Quote of the Day:
When you — or more likely, your parents — have just spent hundreds of thousands of dollars for that B.A. in anthropology or political science, who needs Ayaan Hirsi Ali telling you that universities have become temples of dogmatic orthodoxy or P.J. O’Rourke killing the moment with a speech about how ideals are pointless?
Actually, you do.
–Carlos Lozada in “Why Conservatives Give Better Commencement Speeches” in the Washington Post
Students are likely to protest conservative commencement speakers (such as Hirsi Ali, who was famously invited and then uninvited to speak at Brandeis), but Lozada lets us in on a secret: their addresses are generally better than those given by their more welcome liberal counterparts.
If conservative speakers are better, then graduating classes across the land are cheating themselves. The Washington Examiner reports:
Liberal speakers continue to dominate the college commencement scene, with those linked to President Obama especially in demand, according to a survey of the top 100 colleges and universities.
In its annual report, the Young America's Foundation revealed that in the top 50 schools as ranked by U.S. News & World Report, liberal speakers outnumbered conservatives nine to one.
Among the top 10: All speakers were liberal. In the top 100 it was six to one.
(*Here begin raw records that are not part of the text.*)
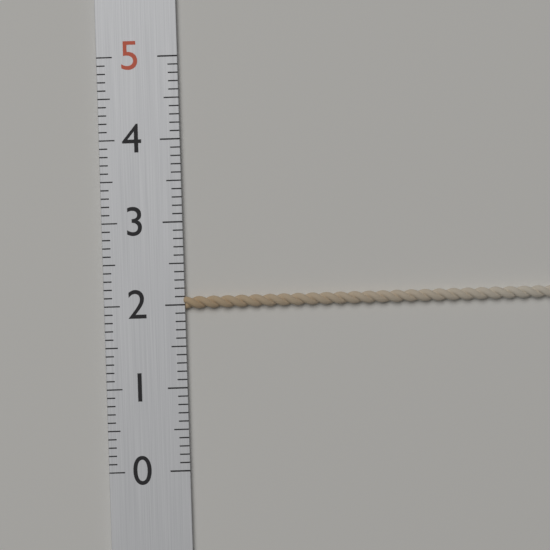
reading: 2.1 (no unit)
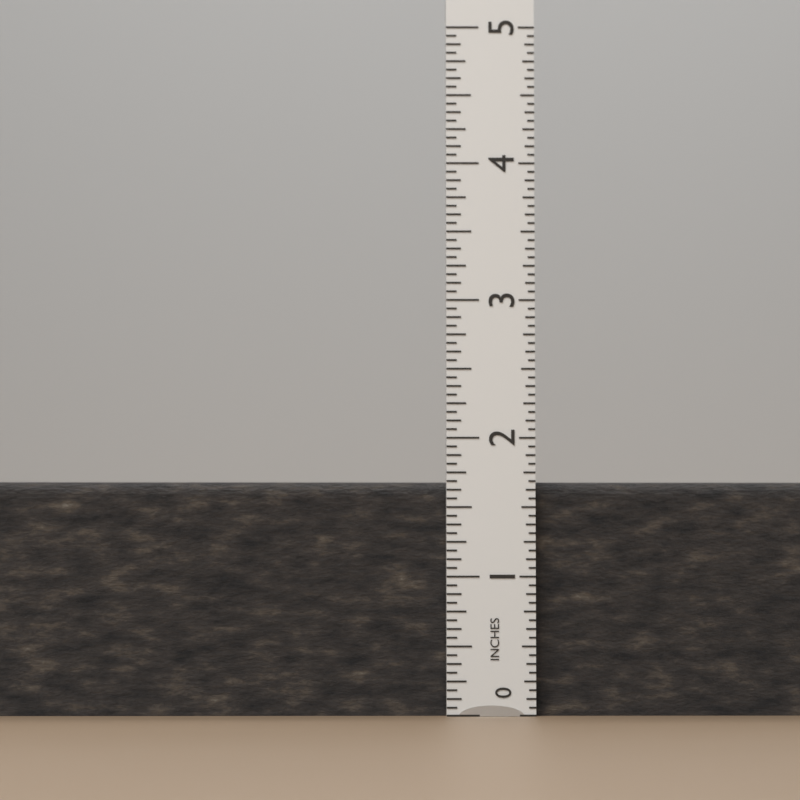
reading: 1.6875 in
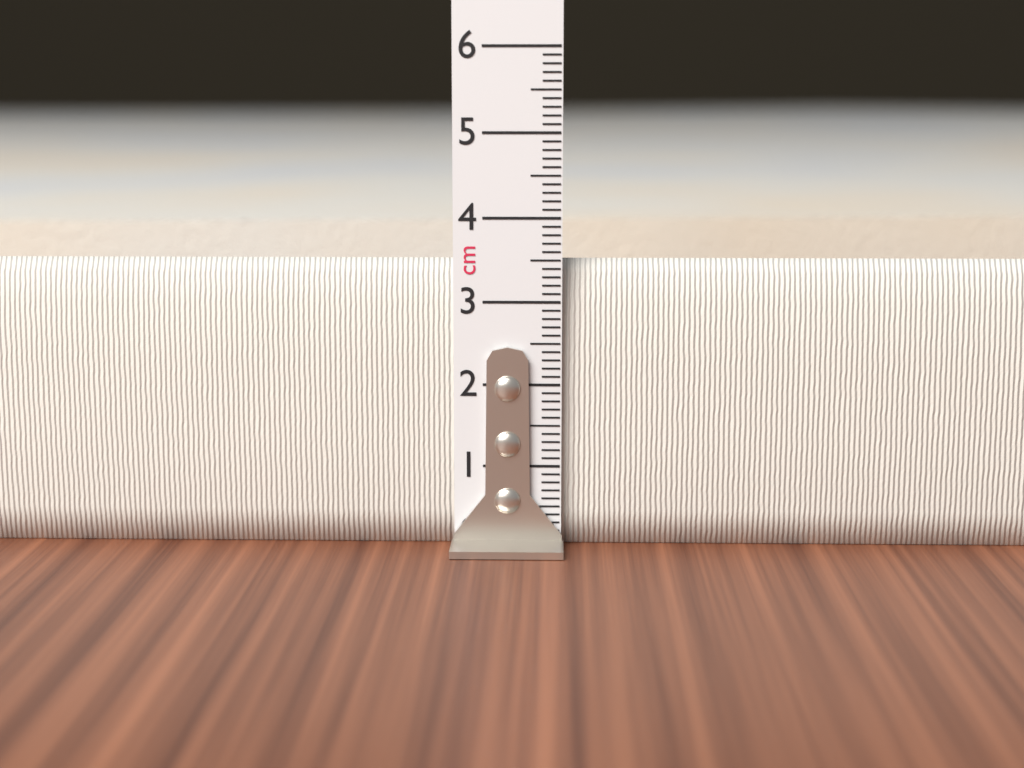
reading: 3.5 cm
A book critic at the Washington Post, Lozada arrived at his opinion that conservatives make better commencement speakers based on two recent anthologies of commencement speeches: “The World is Waiting For You,” edited by Tara Grove and Isabel Ostrer, and “Remembering Who We Are,” edited by Zev Chafets. Lozada opines that right-leaning speakers are better for five reasons, including that they are shorter. That in my book is the very best recommendation of any speech.
The four other pluses cited by Lozada are that conservative speakers are more likely to address the grads as individuals rather than a group, give more “actionable” advice, tell better stories, and are “less likely to suck up to you.” On this last:
“Your generation should be the model for my generation because you totally rock,” Anna Quindlen gushed to Grinnell College graduates in 2011. And Wynton Marsalis looked at the 2001 Connecticut College graduating class and said, “Check yourselves out, because it’s a beautiful thing.” There are some conservative suck-ups, too, but Antonin Scalia captured the room-for-improvement strain running through lots of right-leaning speeches: “To thine own self be true,” he told graduates in 2010, “depending upon who you think you are.”
And Rush Limbaugh, when asked on his radio show in May 2008 what he would say to a graduating class, was even tougher: “The first thing that I would say is the world does not revolve around you, yet, and you are not the future leaders of the country, yet, just because you’ve graduated.”
While most of the speakers quoted engaged in generational flattery disguised as high-flown sentiments, Fox’s Roger Ailes and Bill O’Reilly dared to talk about finding fulfilling work and—gasp!—income. The other speakers were more likely to say things like this:
“The ridiculously earnest are known to travel in groups,” Barbara Kingsolver declared to Duke University’s 2008 graduates. “And they are known to change the world.”
The really ridiculous are known to address our nation’s college graduates.